Anthropic's Bun JavaScript runtime merged a 1,009,257-line Rust rewrite on May 14, completing a port that PR #30412 describes as essentially the same codebase ported to Rust. Bun creator Jarred Sumner shipped the change after nine days of agent-driven coding, and the new tree passes 99.8 percent of the existing Zig test suite on Linux x64.
What Happened
The merge replaces Bun's Zig core with 681,000 lines of compiled Rust across 6,755 commits. According to The Register, the rewrite was driven by Claude Code in a four-phase loop: ingest the Zig source, emit Rust in parallel, feed compiler errors back, and check against Bun's existing test suite. Sumner started with more than 16,000 compiler errors and ended nine days later with a 99.8 percent pass rate. A companion cleanup PR that removed roughly 600,000 lines of Zig was titled "ai slop" by Sumner himself, and GitHub's automated anti-AI-slop detection promptly flagged it.
How to Try It
The Rust runtime ships as the next stable. To install on macOS or Linux:
curl -fsSL https://bun.sh/install | bash
Then run a Node-compatible script with bun run index.ts. Binary size is 3 to 8 MB smaller than the Zig builds, and memory should be tighter as Rust's ownership model catches what manual Zig allocation missed. For production projects, pin to Bun 1.3.14 (the last Zig release on the official releases page) while the Rust tree settles, then move to the new build once the post-merge issue tracker clears.
Why It Matters
This is the largest production rewrite to date credited to AI coding agents. Anthropic acquired Bun in December 2025 to put a flagship JavaScript runtime behind Claude Code, and the migration validates a workflow that any team running a large Zig, Go, or C++ codebase will now feel pressure to evaluate: feed the source to an agent, iterate on compiler output, ship.
The catch is what came with the speed. byteiota counted 13,000-plus unsafe blocks in the new tree, roughly 181 times the density of the uv Python tooling project at comparable size. Some of that is unavoidable JavaScriptCore FFI work; some of it is what happens when an agent ports code without redesigning around Rust's ownership rules. Expect the first weeks of breakage to land there.
Key Details
- PR #30412 merged May 14, authored by Jarred Sumner
- 1,009,257 lines added, 4,000 deleted, 2,188 files changed
- 6,755 commits generated over 9 days by Claude Code
- 99.8 percent test pass rate on Linux x64 with glibc
- 13,000-plus
unsafeblocks, mostly at JSC FFI boundaries - Last Zig build tagged as Bun 1.3.14
What to Do Next
If you ship a Node-compatible project, install the Rust build into a branch and run your test suite before bumping production. If you maintain a large Zig, Go, or TypeScript codebase, the Bun PR is now the reference workflow for an agent-driven port. The 13,000 unsafe blocks are where the first bugs will surface, so treat the new tree as a release candidate rather than a stable LTS until the upstream issue volume tapers.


TASK TO CARRY OUT: Below are some records. Return exactly the lines from the one with "Find the location of a particular element. The width" to the one with "Image resolution: width=1390", and nothing else.

[Collected data entries]

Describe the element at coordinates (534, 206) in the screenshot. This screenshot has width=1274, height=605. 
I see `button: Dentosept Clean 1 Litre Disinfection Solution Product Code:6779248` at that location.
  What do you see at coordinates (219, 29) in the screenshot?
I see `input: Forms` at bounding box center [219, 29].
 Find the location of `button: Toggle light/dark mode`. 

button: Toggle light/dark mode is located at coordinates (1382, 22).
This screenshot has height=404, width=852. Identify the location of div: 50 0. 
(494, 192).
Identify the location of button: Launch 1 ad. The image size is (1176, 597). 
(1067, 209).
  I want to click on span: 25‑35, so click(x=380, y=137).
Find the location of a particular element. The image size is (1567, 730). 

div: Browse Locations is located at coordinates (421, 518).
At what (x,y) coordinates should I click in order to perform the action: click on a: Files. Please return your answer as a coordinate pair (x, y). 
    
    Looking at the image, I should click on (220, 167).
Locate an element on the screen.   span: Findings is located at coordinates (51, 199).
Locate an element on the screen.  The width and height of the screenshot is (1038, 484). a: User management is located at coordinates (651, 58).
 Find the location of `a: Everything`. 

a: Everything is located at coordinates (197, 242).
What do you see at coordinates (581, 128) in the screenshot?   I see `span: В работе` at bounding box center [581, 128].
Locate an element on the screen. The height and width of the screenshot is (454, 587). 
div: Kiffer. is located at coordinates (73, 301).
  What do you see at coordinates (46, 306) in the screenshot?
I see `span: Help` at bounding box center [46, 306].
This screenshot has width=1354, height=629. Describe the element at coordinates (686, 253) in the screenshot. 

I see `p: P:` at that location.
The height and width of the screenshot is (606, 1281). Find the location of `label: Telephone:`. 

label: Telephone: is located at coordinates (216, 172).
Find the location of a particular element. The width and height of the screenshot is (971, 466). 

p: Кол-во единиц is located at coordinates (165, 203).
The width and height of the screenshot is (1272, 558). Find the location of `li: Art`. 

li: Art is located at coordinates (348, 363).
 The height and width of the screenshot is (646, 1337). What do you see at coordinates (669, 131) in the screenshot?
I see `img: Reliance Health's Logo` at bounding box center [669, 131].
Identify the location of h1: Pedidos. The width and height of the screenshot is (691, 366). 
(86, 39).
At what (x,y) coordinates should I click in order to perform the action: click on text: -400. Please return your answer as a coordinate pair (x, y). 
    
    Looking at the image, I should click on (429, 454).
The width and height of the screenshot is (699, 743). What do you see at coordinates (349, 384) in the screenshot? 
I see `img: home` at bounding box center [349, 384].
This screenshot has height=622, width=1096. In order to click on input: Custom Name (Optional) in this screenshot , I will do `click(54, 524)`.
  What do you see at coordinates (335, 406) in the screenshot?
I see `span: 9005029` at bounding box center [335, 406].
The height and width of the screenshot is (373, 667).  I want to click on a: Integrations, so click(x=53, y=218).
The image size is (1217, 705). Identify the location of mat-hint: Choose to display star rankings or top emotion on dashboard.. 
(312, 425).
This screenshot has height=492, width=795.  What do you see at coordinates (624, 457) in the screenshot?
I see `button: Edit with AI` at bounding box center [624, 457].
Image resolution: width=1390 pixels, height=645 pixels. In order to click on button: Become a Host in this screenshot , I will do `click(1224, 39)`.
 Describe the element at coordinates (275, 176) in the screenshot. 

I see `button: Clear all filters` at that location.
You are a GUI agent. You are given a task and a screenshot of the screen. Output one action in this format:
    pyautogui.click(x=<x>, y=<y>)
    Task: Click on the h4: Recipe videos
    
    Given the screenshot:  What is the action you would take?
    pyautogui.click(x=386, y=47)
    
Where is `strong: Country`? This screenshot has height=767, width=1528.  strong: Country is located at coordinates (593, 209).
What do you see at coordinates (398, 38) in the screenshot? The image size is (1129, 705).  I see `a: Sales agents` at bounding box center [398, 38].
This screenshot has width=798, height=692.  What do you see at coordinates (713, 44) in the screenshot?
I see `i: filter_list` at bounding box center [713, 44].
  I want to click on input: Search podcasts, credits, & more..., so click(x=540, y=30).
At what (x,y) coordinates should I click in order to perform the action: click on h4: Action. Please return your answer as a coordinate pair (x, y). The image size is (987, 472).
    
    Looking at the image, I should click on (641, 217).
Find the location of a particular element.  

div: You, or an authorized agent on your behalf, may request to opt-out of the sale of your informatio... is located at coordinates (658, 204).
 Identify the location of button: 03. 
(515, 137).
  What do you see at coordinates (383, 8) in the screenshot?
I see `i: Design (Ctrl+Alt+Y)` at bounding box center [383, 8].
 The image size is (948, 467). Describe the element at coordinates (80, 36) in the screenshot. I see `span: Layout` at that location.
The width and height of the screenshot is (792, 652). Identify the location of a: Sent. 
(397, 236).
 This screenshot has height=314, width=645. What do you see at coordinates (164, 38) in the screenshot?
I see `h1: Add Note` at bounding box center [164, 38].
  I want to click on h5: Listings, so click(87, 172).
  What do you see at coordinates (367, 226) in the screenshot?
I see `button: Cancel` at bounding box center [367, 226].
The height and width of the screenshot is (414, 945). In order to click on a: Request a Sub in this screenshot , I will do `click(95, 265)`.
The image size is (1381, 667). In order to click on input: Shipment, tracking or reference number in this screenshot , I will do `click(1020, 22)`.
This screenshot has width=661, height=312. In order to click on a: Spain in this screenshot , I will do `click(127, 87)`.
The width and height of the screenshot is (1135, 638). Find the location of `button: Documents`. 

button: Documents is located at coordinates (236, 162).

THE COMPLETED TASK:
Find the location of a particular element. The width and height of the screenshot is (971, 466). 

p: Кол-во единиц is located at coordinates (165, 203).
The width and height of the screenshot is (1272, 558). Find the location of `li: Art`. 

li: Art is located at coordinates (348, 363).
 The height and width of the screenshot is (646, 1337). What do you see at coordinates (669, 131) in the screenshot?
I see `img: Reliance Health's Logo` at bounding box center [669, 131].
Identify the location of h1: Pedidos. The width and height of the screenshot is (691, 366). 
(86, 39).
At what (x,y) coordinates should I click in order to perform the action: click on text: -400. Please return your answer as a coordinate pair (x, y). 
    
    Looking at the image, I should click on (429, 454).
The width and height of the screenshot is (699, 743). What do you see at coordinates (349, 384) in the screenshot? 
I see `img: home` at bounding box center [349, 384].
This screenshot has height=622, width=1096. In order to click on input: Custom Name (Optional) in this screenshot , I will do `click(54, 524)`.
  What do you see at coordinates (335, 406) in the screenshot?
I see `span: 9005029` at bounding box center [335, 406].
The height and width of the screenshot is (373, 667).  I want to click on a: Integrations, so click(x=53, y=218).
The image size is (1217, 705). Identify the location of mat-hint: Choose to display star rankings or top emotion on dashboard.. 
(312, 425).
This screenshot has height=492, width=795.  What do you see at coordinates (624, 457) in the screenshot?
I see `button: Edit with AI` at bounding box center [624, 457].
Image resolution: width=1390 pixels, height=645 pixels. In order to click on button: Become a Host in this screenshot , I will do `click(1224, 39)`.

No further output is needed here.